Sociological Linguistics

Tom Wier artabanos at mail.utexas.edu
Wed Jun 2 11:52:26 UTC 1999


Nik Taylor wrote:

> "Patrick C. Ryan" wrote:

>> So you do not believe fully modern man was present 200K BP? You are
>> definitely in the minority here.

> 30K is the generally accepted value, I believe.  PIE was spoken, what,
> about 8,000 years ago?  Assuming language appeared 30K BP (and probably
> much earlier), PIE is still quite recent.

There are about as many "generally accepted values" as there are
people discussing the issue. The fact is, we (the linguistic community,
the scientific establishment, whatever) don't really *know*.  Sure,
there are a lot of what are probably good *guesses*, but in terms
of any rigorous analysis of empirical data (like trying to guess when
language developed in modern man based on brain mass), no, there's
not much of that.  I've heard anything from a 500k years BP to what
you now use, which is the most recent I've heard of any figure (not
that that makes any difference in the matter).  Estimates about when
PIE was spoken (if we can call PIE a homogenous language at all),
are similarly much debated, and with equal murkiness and generality
in reasoning, often.

Nonetheless, as for what I *believe* about the amtter (not what
I can prove), I find it unlikely that PIE reflects much of any postulated
ur-unity.

>> We do not need a time-machine to reconstruct IE, do we?

> Yeah, and look at this list.  If PIE was unarguably reconstructed, there
> wouldn't be much of a list, now would there?  Because of the fact that
> it was spoken just 8 millennia ago, or whatever, how much less certainty
> would there be about proto-World?!

Right -- I don't think anybody can honestly and believably claim
that just by the methods of historical reconstruction we can actually
know what speech-patterns those hunter-gatherers in the Caucasus,
or in the Steppe, or wherever they were, were *actually* using sitting
around their campfires. Don't get me wrong -- I think we can have a
very good idea about it, but it won't be perfect.

In other words, we *would* need a timemachine if we really wanted
to know what they *actually* spoke, as opposed to our best guesses.

===========================================
Tom Wier <artabanos at mail.utexas.edu>
AIM: Deuterotom ICQ: 4315704
<http://www.angelfire.com/tx/eclectorium/>
"Cogito ergo sum, sed credo ergo ero."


◆ **WORK TO COMPLETE**
Where a line below holds the string "blades", copy that line.

◆ **MATERIAL SUPPLIED**
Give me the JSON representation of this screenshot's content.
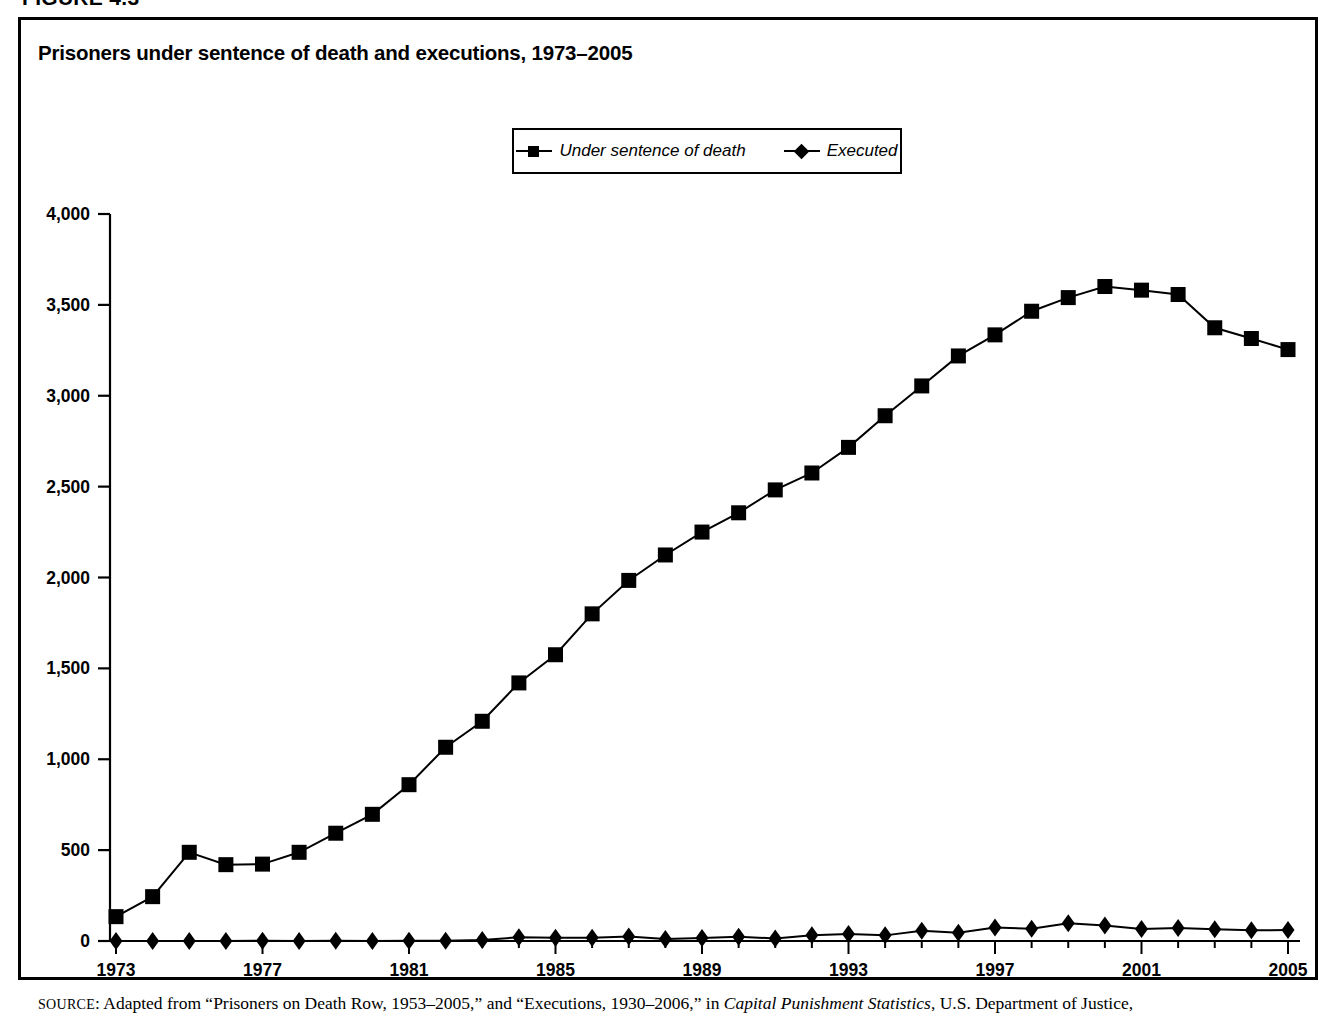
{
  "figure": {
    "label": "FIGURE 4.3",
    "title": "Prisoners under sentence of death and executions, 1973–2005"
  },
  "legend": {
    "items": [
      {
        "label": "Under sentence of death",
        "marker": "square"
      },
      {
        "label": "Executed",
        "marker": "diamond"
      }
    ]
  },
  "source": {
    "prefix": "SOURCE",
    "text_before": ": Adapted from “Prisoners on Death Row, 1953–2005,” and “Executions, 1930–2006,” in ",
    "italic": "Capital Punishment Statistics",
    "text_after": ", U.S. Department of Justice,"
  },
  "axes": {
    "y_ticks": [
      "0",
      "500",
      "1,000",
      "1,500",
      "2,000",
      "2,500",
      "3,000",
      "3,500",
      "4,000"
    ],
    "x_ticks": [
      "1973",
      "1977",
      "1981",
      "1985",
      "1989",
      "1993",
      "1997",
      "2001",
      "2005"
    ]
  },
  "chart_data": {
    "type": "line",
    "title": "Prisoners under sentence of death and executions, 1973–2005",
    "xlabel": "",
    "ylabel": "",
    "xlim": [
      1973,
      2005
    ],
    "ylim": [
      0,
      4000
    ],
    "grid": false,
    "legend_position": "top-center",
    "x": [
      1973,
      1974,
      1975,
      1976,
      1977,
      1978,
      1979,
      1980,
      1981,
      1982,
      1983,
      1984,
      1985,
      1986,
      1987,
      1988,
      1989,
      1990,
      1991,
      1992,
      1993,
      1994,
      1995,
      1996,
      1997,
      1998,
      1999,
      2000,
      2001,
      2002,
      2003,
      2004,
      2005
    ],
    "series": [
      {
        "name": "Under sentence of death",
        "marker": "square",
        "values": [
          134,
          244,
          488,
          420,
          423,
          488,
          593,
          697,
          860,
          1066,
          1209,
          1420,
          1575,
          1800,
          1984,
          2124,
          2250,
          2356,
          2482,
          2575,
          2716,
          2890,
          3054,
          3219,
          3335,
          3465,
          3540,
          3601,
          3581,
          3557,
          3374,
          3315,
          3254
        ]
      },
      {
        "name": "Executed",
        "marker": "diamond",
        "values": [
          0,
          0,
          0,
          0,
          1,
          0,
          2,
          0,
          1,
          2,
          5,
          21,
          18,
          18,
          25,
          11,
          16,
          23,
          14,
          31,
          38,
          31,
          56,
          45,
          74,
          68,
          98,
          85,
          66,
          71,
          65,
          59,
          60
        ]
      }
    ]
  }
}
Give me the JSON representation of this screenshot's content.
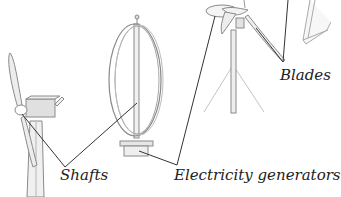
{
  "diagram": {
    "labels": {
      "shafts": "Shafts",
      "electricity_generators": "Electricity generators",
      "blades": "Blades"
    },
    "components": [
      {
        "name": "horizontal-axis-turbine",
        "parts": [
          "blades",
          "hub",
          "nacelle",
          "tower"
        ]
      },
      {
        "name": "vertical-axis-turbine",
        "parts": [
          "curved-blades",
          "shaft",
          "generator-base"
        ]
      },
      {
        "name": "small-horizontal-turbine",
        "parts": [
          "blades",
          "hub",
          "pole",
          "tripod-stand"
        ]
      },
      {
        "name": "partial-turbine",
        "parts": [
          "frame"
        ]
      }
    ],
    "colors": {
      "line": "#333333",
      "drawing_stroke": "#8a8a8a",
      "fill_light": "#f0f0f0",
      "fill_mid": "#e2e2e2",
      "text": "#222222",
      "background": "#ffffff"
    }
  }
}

◆ **TASK RESPONSE**
      "blades": "Blades"
          "blades",
          "curved-blades",
          "blades",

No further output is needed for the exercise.